JD Vance's Campaign Plane Is Being Used for Migrant Deportation Flights
In its former life, the charter plane with the tail No. N917XA went by the moniker Trump Force Two.
The ubiquitous red, white and blue livery logged thousands of miles last year as the campaign plane of JD Vance, who was elected as President Trump's vice president in November.
But that plane — the same one the campaign offered rides on to entice donors to give money — is now carrying out a much different and clandestine kind of task for the Trump administration.
The Boeing 737 has been chartered more than a dozen times this year by the federal government to deport migrants to several Central American countries, according to public aviation logs and a group that tracks the flights.
The Trump-Vance campaign rode to victory in part on its vow to undertake the largest deportation push in American history. The Trump administration has since expanded the range of people who can be targeted for removal, sped up the deportation process for others and, in some cases, tightened the rules for legal immigrants.
In 2018, during President Trump's first term, the plane was used for at least three deportation flights that took about 360 migrants to El Salvador and Guatemala, according to the Center for Human Rights at the University of Washington. The center obtained the data through a public records request.
A fourth flight, chartered by U.S. Immigration and Customs Enforcement as part of what is known as its ICE Air program, was used to transfer about 144 migrants between detention centers in the United States.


■ Exercise brief ■
All of the data below must be reproduced word for word, but without its images.

====== Data to process ======

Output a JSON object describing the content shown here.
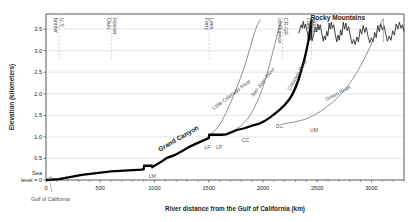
{
  "chart_data": {
    "type": "line",
    "title": "",
    "xlabel": "River distance from the Gulf of California  (km)",
    "ylabel": "Elevation (kilometers)",
    "xlim": [
      0,
      3300
    ],
    "ylim": [
      0,
      3.85
    ],
    "grid": true,
    "legend_position": "none",
    "xticks": [
      0,
      500,
      1000,
      1500,
      2000,
      2500,
      3000
    ],
    "xticklabels": [
      "0",
      "500",
      "1000",
      "1500",
      "2000",
      "2500",
      "3000"
    ],
    "yticks": [
      0,
      0.5,
      1.0,
      1.5,
      2.0,
      2.5,
      3.0,
      3.5
    ],
    "yticklabels": [
      "Sea\nlevel = 0",
      "0.5",
      "1.0",
      "1.5",
      "2.0",
      "2.5",
      "3.0",
      "3.5"
    ],
    "y_zero_label_line1": "Sea",
    "y_zero_label_line2": "level = 0",
    "series": [
      {
        "name": "Colorado River main stem",
        "style": "thick-black-stepped",
        "points": [
          [
            0,
            0.0
          ],
          [
            120,
            0.02
          ],
          [
            330,
            0.12
          ],
          [
            600,
            0.2
          ],
          [
            880,
            0.24
          ],
          [
            900,
            0.25
          ],
          [
            905,
            0.33
          ],
          [
            975,
            0.33
          ],
          [
            980,
            0.3
          ],
          [
            1060,
            0.42
          ],
          [
            1120,
            0.52
          ],
          [
            1180,
            0.57
          ],
          [
            1260,
            0.68
          ],
          [
            1330,
            0.78
          ],
          [
            1400,
            0.86
          ],
          [
            1470,
            0.94
          ],
          [
            1500,
            0.97
          ],
          [
            1505,
            1.05
          ],
          [
            1620,
            1.05
          ],
          [
            1660,
            1.06
          ],
          [
            1700,
            1.1
          ],
          [
            1760,
            1.16
          ],
          [
            1830,
            1.2
          ],
          [
            1900,
            1.26
          ],
          [
            1960,
            1.3
          ],
          [
            2010,
            1.36
          ],
          [
            2060,
            1.44
          ],
          [
            2110,
            1.54
          ],
          [
            2150,
            1.62
          ],
          [
            2200,
            1.74
          ],
          [
            2240,
            1.86
          ],
          [
            2270,
            1.98
          ],
          [
            2300,
            2.14
          ],
          [
            2330,
            2.34
          ],
          [
            2355,
            2.56
          ],
          [
            2380,
            2.78
          ],
          [
            2400,
            3.0
          ],
          [
            2418,
            3.22
          ],
          [
            2430,
            3.42
          ],
          [
            2440,
            3.6
          ],
          [
            2448,
            3.72
          ]
        ]
      },
      {
        "name": "Little Colorado River",
        "style": "thin-gray",
        "points": [
          [
            1510,
            1.04
          ],
          [
            1570,
            1.18
          ],
          [
            1620,
            1.36
          ],
          [
            1660,
            1.56
          ],
          [
            1700,
            1.78
          ],
          [
            1740,
            2.02
          ],
          [
            1780,
            2.28
          ],
          [
            1820,
            2.56
          ],
          [
            1855,
            2.84
          ],
          [
            1885,
            3.1
          ],
          [
            1915,
            3.36
          ],
          [
            1945,
            3.58
          ],
          [
            1975,
            3.72
          ]
        ]
      },
      {
        "name": "San Juan River",
        "style": "thin-gray",
        "points": [
          [
            1700,
            1.1
          ],
          [
            1790,
            1.24
          ],
          [
            1860,
            1.42
          ],
          [
            1910,
            1.62
          ],
          [
            1955,
            1.86
          ],
          [
            1995,
            2.12
          ],
          [
            2030,
            2.4
          ],
          [
            2062,
            2.68
          ],
          [
            2090,
            2.96
          ],
          [
            2118,
            3.24
          ],
          [
            2145,
            3.5
          ],
          [
            2170,
            3.68
          ]
        ]
      },
      {
        "name": "Colorado River upper",
        "style": "thin-gray",
        "points": [
          [
            2150,
            1.62
          ],
          [
            2210,
            1.78
          ],
          [
            2262,
            1.98
          ],
          [
            2305,
            2.22
          ],
          [
            2342,
            2.48
          ],
          [
            2375,
            2.76
          ],
          [
            2404,
            3.04
          ],
          [
            2430,
            3.32
          ],
          [
            2452,
            3.56
          ],
          [
            2470,
            3.72
          ]
        ]
      },
      {
        "name": "Green River",
        "style": "thin-gray",
        "points": [
          [
            2180,
            1.3
          ],
          [
            2280,
            1.34
          ],
          [
            2380,
            1.4
          ],
          [
            2470,
            1.5
          ],
          [
            2560,
            1.64
          ],
          [
            2650,
            1.82
          ],
          [
            2730,
            2.02
          ],
          [
            2805,
            2.26
          ],
          [
            2872,
            2.52
          ],
          [
            2932,
            2.8
          ],
          [
            2986,
            3.08
          ],
          [
            3035,
            3.36
          ],
          [
            3078,
            3.6
          ],
          [
            3110,
            3.74
          ]
        ]
      }
    ],
    "top_annotations": [
      {
        "label": "U.S.\nborder",
        "line1": "U.S.",
        "line2": "border",
        "x": 120
      },
      {
        "label": "Hoover\nDam",
        "line1": "Hoover",
        "line2": "Dam",
        "x": 605
      },
      {
        "label": "Lees\nFerry",
        "line1": "Lees",
        "line2": "Ferry",
        "x": 1505
      },
      {
        "label": "CR-GR\nconfluence",
        "line1": "CR-GR",
        "line2": "confluence",
        "x": 2180
      },
      {
        "label": "Grand\nLake",
        "line1": "Grand",
        "line2": "Lake",
        "x": 2448
      }
    ],
    "region_labels": [
      {
        "label": "Grand Canyon",
        "x": 1230,
        "y": 0.92,
        "rotation": -30
      },
      {
        "label": "Rocky Mountains",
        "x": 2690,
        "y": 3.72,
        "rotation": 0
      }
    ],
    "river_labels": [
      {
        "label": "Little Colorado River",
        "x": 1720,
        "y": 1.95,
        "rotation": -37
      },
      {
        "label": "San Juan River",
        "x": 2010,
        "y": 2.25,
        "rotation": -52
      },
      {
        "label": "Colorado River",
        "x": 2330,
        "y": 2.42,
        "rotation": -60
      },
      {
        "label": "Green River",
        "x": 2700,
        "y": 1.98,
        "rotation": -28
      }
    ],
    "site_markers": [
      {
        "label": "LM",
        "x": 980,
        "y": 0.2
      },
      {
        "label": "LF",
        "x": 1488,
        "y": 0.86
      },
      {
        "label": "LP",
        "x": 1596,
        "y": 0.87
      },
      {
        "label": "CC",
        "x": 1840,
        "y": 1.03
      },
      {
        "label": "DC",
        "x": 2152,
        "y": 1.35
      },
      {
        "label": "UM",
        "x": 2470,
        "y": 1.26
      }
    ],
    "callout": {
      "label": "Gulf of California",
      "target_x": 0,
      "target_y": 0
    }
  }
}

======

■ Solved problem ■
Output a JSON object describing the content shown here.
{
  "chart_data": {
    "type": "line",
    "title": "",
    "xlabel": "River distance from the Gulf of California  (km)",
    "ylabel": "Elevation (kilometers)",
    "xlim": [
      0,
      3300
    ],
    "ylim": [
      0,
      3.85
    ],
    "grid": true,
    "legend_position": "none",
    "xticks": [
      0,
      500,
      1000,
      1500,
      2000,
      2500,
      3000
    ],
    "xticklabels": [
      "0",
      "500",
      "1000",
      "1500",
      "2000",
      "2500",
      "3000"
    ],
    "yticks": [
      0,
      0.5,
      1.0,
      1.5,
      2.0,
      2.5,
      3.0,
      3.5
    ],
    "yticklabels": [
      "Sea\nlevel = 0",
      "0.5",
      "1.0",
      "1.5",
      "2.0",
      "2.5",
      "3.0",
      "3.5"
    ],
    "y_zero_label_line1": "Sea",
    "y_zero_label_line2": "level = 0",
    "series": [
      {
        "name": "Colorado River main stem",
        "style": "thick-black-stepped",
        "points": [
          [
            0,
            0.0
          ],
          [
            120,
            0.02
          ],
          [
            330,
            0.12
          ],
          [
            600,
            0.2
          ],
          [
            880,
            0.24
          ],
          [
            900,
            0.25
          ],
          [
            905,
            0.33
          ],
          [
            975,
            0.33
          ],
          [
            980,
            0.3
          ],
          [
            1060,
            0.42
          ],
          [
            1120,
            0.52
          ],
          [
            1180,
            0.57
          ],
          [
            1260,
            0.68
          ],
          [
            1330,
            0.78
          ],
          [
            1400,
            0.86
          ],
          [
            1470,
            0.94
          ],
          [
            1500,
            0.97
          ],
          [
            1505,
            1.05
          ],
          [
            1620,
            1.05
          ],
          [
            1660,
            1.06
          ],
          [
            1700,
            1.1
          ],
          [
            1760,
            1.16
          ],
          [
            1830,
            1.2
          ],
          [
            1900,
            1.26
          ],
          [
            1960,
            1.3
          ],
          [
            2010,
            1.36
          ],
          [
            2060,
            1.44
          ],
          [
            2110,
            1.54
          ],
          [
            2150,
            1.62
          ],
          [
            2200,
            1.74
          ],
          [
            2240,
            1.86
          ],
          [
            2270,
            1.98
          ],
          [
            2300,
            2.14
          ],
          [
            2330,
            2.34
          ],
          [
            2355,
            2.56
          ],
          [
            2380,
            2.78
          ],
          [
            2400,
            3.0
          ],
          [
            2418,
            3.22
          ],
          [
            2430,
            3.42
          ],
          [
            2440,
            3.6
          ],
          [
            2448,
            3.72
          ]
        ]
      },
      {
        "name": "Little Colorado River",
        "style": "thin-gray",
        "points": [
          [
            1510,
            1.04
          ],
          [
            1570,
            1.18
          ],
          [
            1620,
            1.36
          ],
          [
            1660,
            1.56
          ],
          [
            1700,
            1.78
          ],
          [
            1740,
            2.02
          ],
          [
            1780,
            2.28
          ],
          [
            1820,
            2.56
          ],
          [
            1855,
            2.84
          ],
          [
            1885,
            3.1
          ],
          [
            1915,
            3.36
          ],
          [
            1945,
            3.58
          ],
          [
            1975,
            3.72
          ]
        ]
      },
      {
        "name": "San Juan River",
        "style": "thin-gray",
        "points": [
          [
            1700,
            1.1
          ],
          [
            1790,
            1.24
          ],
          [
            1860,
            1.42
          ],
          [
            1910,
            1.62
          ],
          [
            1955,
            1.86
          ],
          [
            1995,
            2.12
          ],
          [
            2030,
            2.4
          ],
          [
            2062,
            2.68
          ],
          [
            2090,
            2.96
          ],
          [
            2118,
            3.24
          ],
          [
            2145,
            3.5
          ],
          [
            2170,
            3.68
          ]
        ]
      },
      {
        "name": "Colorado River upper",
        "style": "thin-gray",
        "points": [
          [
            2150,
            1.62
          ],
          [
            2210,
            1.78
          ],
          [
            2262,
            1.98
          ],
          [
            2305,
            2.22
          ],
          [
            2342,
            2.48
          ],
          [
            2375,
            2.76
          ],
          [
            2404,
            3.04
          ],
          [
            2430,
            3.32
          ],
          [
            2452,
            3.56
          ],
          [
            2470,
            3.72
          ]
        ]
      },
      {
        "name": "Green River",
        "style": "thin-gray",
        "points": [
          [
            2180,
            1.3
          ],
          [
            2280,
            1.34
          ],
          [
            2380,
            1.4
          ],
          [
            2470,
            1.5
          ],
          [
            2560,
            1.64
          ],
          [
            2650,
            1.82
          ],
          [
            2730,
            2.02
          ],
          [
            2805,
            2.26
          ],
          [
            2872,
            2.52
          ],
          [
            2932,
            2.8
          ],
          [
            2986,
            3.08
          ],
          [
            3035,
            3.36
          ],
          [
            3078,
            3.6
          ],
          [
            3110,
            3.74
          ]
        ]
      }
    ],
    "top_annotations": [
      {
        "label": "U.S.\nborder",
        "line1": "U.S.",
        "line2": "border",
        "x": 120
      },
      {
        "label": "Hoover\nDam",
        "line1": "Hoover",
        "line2": "Dam",
        "x": 605
      },
      {
        "label": "Lees\nFerry",
        "line1": "Lees",
        "line2": "Ferry",
        "x": 1505
      },
      {
        "label": "CR-GR\nconfluence",
        "line1": "CR-GR",
        "line2": "confluence",
        "x": 2180
      },
      {
        "label": "Grand\nLake",
        "line1": "Grand",
        "line2": "Lake",
        "x": 2448
      }
    ],
    "region_labels": [
      {
        "label": "Grand Canyon",
        "x": 1230,
        "y": 0.92,
        "rotation": -30
      },
      {
        "label": "Rocky Mountains",
        "x": 2690,
        "y": 3.72,
        "rotation": 0
      }
    ],
    "river_labels": [
      {
        "label": "Little Colorado River",
        "x": 1720,
        "y": 1.95,
        "rotation": -37
      },
      {
        "label": "San Juan River",
        "x": 2010,
        "y": 2.25,
        "rotation": -52
      },
      {
        "label": "Colorado River",
        "x": 2330,
        "y": 2.42,
        "rotation": -60
      },
      {
        "label": "Green River",
        "x": 2700,
        "y": 1.98,
        "rotation": -28
      }
    ],
    "site_markers": [
      {
        "label": "LM",
        "x": 980,
        "y": 0.2
      },
      {
        "label": "LF",
        "x": 1488,
        "y": 0.86
      },
      {
        "label": "LP",
        "x": 1596,
        "y": 0.87
      },
      {
        "label": "CC",
        "x": 1840,
        "y": 1.03
      },
      {
        "label": "DC",
        "x": 2152,
        "y": 1.35
      },
      {
        "label": "UM",
        "x": 2470,
        "y": 1.26
      }
    ],
    "callout": {
      "label": "Gulf of California",
      "target_x": 0,
      "target_y": 0
    }
  }
}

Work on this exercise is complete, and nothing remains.